Conceived following a wish of Louis XV, Saint- Geneviève church was built by Soufflot then by Rondelet from 1764 to 1789. In 1791, the Constituent Assembly transformed the new church into a temple destined “to receive the great men of the epoch of French liberty.” Mirabeau, Voltaire, Le Peletier of Saint-Fargeau, Bara, Rousseau and Marat were the first to be accepted into this prestigious place. The Panthéon was born.
Napoleon I visited the building on February 13, 1806, and allocated a sum of 600,000 francs for the work of strengthening the dome. Some days later, February 20, he decreed that the building was a Catholic church under the double invocation of Saint-Geneviève and of Saint-Napoleon.
The crypt of the church continued however to receive the burial of dignitaries of the Empire. In 1830, Louis-Philippe re-established the Panthéon which was designated “The Temple of Humanity” in 1848. A short time before the proclamation of the Second Empire, the Prince-President Louis-Napoleon again transformed the building into a church which was named “The National Basilica.” It was the Third Republic which definitively re-established the Panthéon after the death of Victor Hugo in 1885.
Under the Empire, in addition to the work of strengthening the dome, the Emperor ordered the decoration of the dome vault. Gros was charged with realizing a fresco representing the Apotheosis of Saint-Geneviève, protector of great French sovereigns, where Napoleon I, initially foreseen after Clovis, Charlemagne and Saint-Louis, was eventually replaced by Louis XVIII under the Restoration. In 1813, Baltard Senior was named the building architect. He gave the drawings for the monumental bronze doors and for a new skylight. The low-reliefs of the pediment are the work of David D'Angers and represent the Homeland between Liberty and History distributing crowns to great men. On the right, among the civil personalities, are Monge, Carnot, Berthollet, Laplace, David and Cuvier and to the left, among the military personalities, are Bonaparte, André Etienne, the drum of Arcole and the tower of Auvergne.
In 1853, two groups of marble were ordered from the sculptor Maindron. “Attila and Saint-Geneviève” and “Clovis Receiving the Sacrament of Baptism” today frame the main door under the peristyle. The rest of the interior, including the famous frescos by Puvis de Chavannes, dates to the Third Republic.
In the crypt, four vaults contain the sepulchers of the great dignitaries of the First Empire. Tronchet was the first in 1806, and 43 others followed him: Béguinot, Bévière, Bougainville, Cabanis, Caprara, Carnot, Caulaincourt, Choiseul-Praslin, Claret de Fleurieu, Cossé, Crétet, Démeunier, Dorsenne, Durazzo, Garnier de Laboissiére, Jacqueminot, Lagrange, Lannes, La Tour d'Auvergne, Le Blond, Legrand, Malher, Marceau, Morard de Galles, Ordener, Papin, Perregaux, Petiet, Portalis, Praslin, Regnier, Resnier, Reynier, Rousseau, Senarmont, Sers, Songis des Courbons, Thévenard, Treilhard, Vien, Viry, Walther, Winter. The ashes of Father Gregoire and those of the mathematician, Monge, were transferred to the Panthéon on December 12, 1989.
The tombs of Hugo and Zola, two of the greatest French writers who, each in his own manner, drew the ferment of their work from the First and Second Empires, are situated in the Gallery of Crowns of this same crypt.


## Work item
Can you transcribe every entry word for word, skipping the images?

## Source material
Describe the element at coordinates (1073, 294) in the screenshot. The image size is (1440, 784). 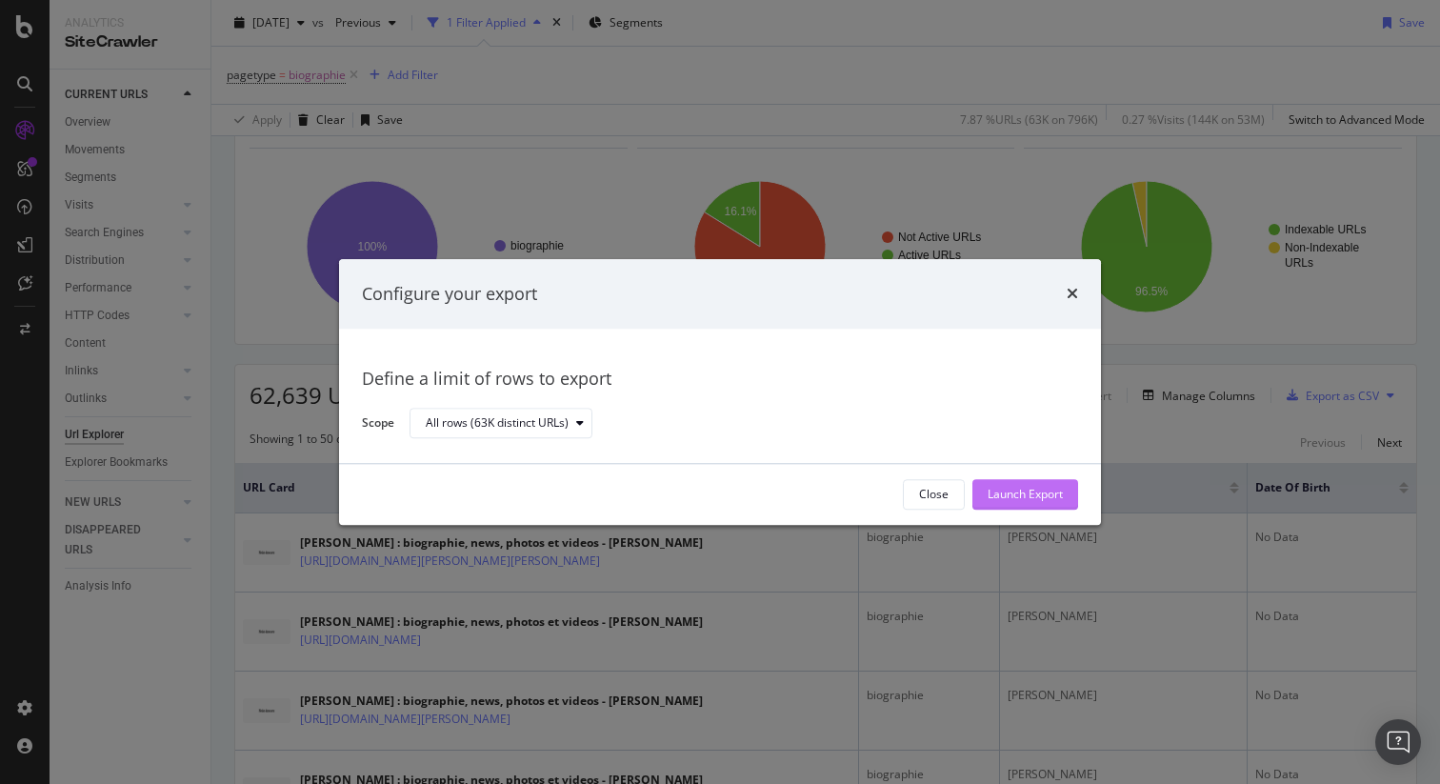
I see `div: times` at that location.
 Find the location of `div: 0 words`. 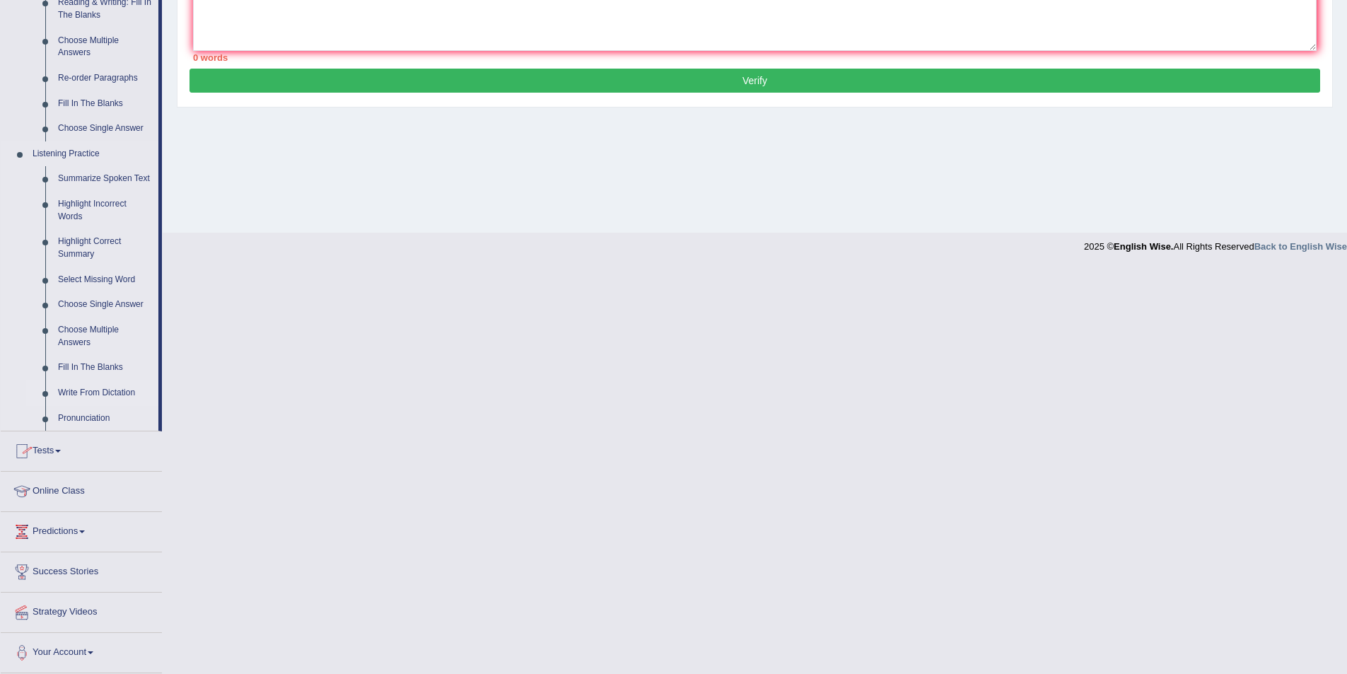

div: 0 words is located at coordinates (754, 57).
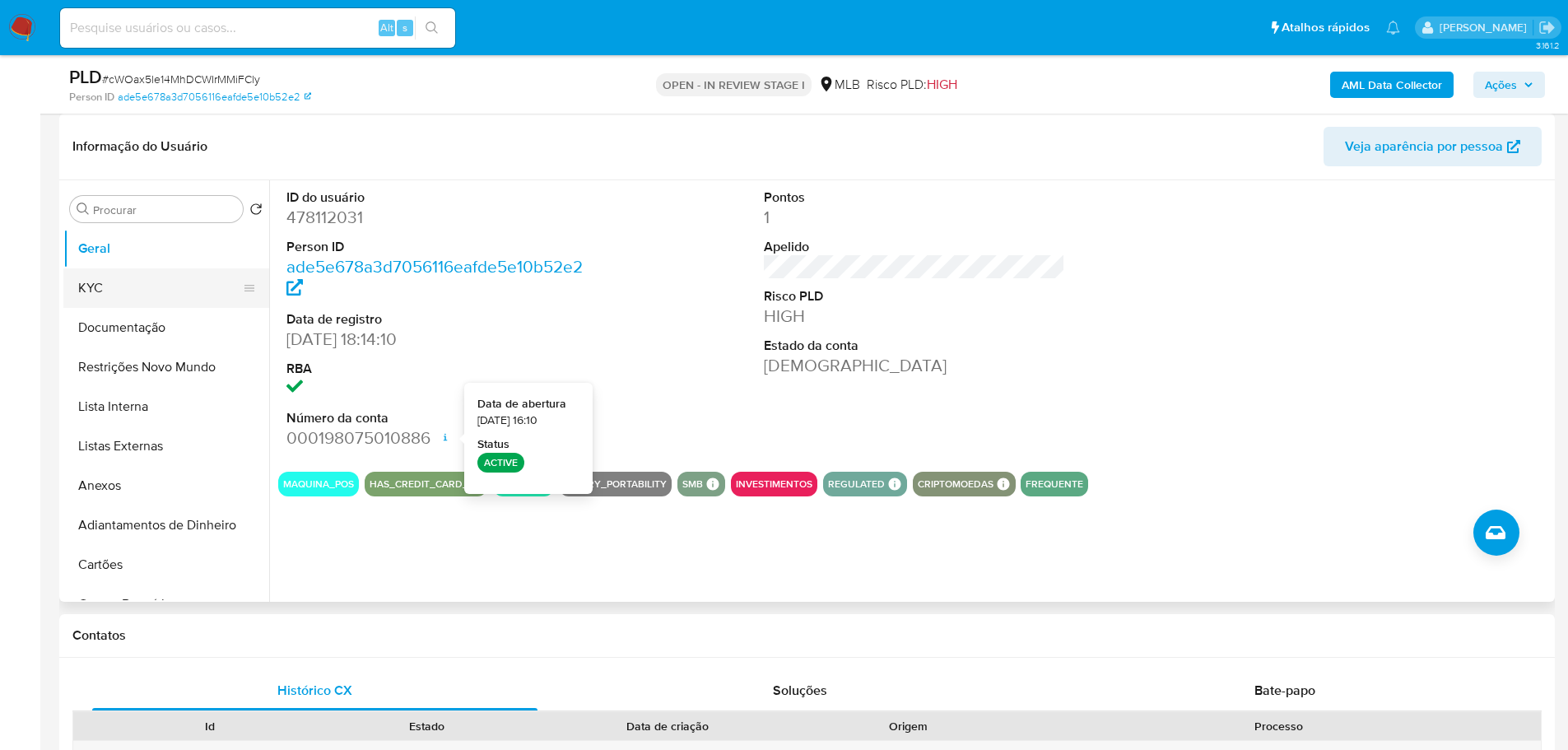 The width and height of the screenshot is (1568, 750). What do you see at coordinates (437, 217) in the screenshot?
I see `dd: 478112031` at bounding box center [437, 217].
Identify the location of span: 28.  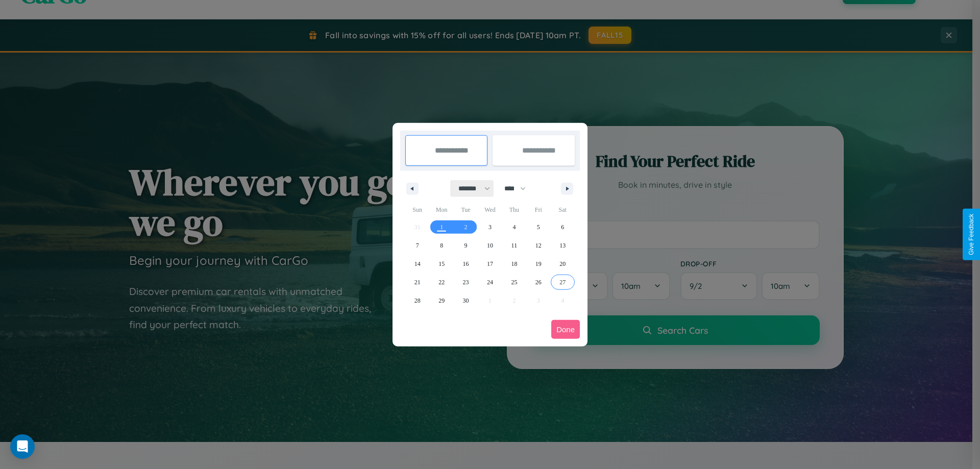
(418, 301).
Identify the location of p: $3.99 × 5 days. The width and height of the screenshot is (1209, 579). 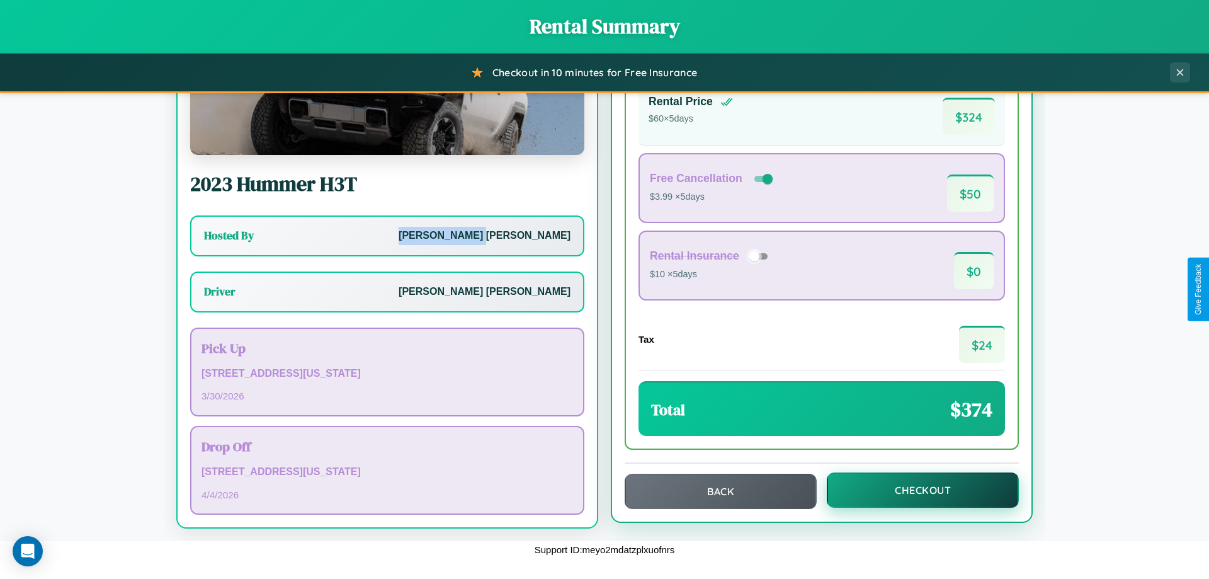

## Finished exercise
Describe the element at coordinates (1073, 294) in the screenshot. The image size is (1440, 784). 
I see `div: times` at that location.
 Find the location of `div: 0 words`. 

div: 0 words is located at coordinates (754, 57).
 The width and height of the screenshot is (1568, 750). What do you see at coordinates (437, 217) in the screenshot?
I see `dd: 478112031` at bounding box center [437, 217].
Identify the location of span: 28.  
(418, 301).
Identify the location of p: $3.99 × 5 days. The width and height of the screenshot is (1209, 579). 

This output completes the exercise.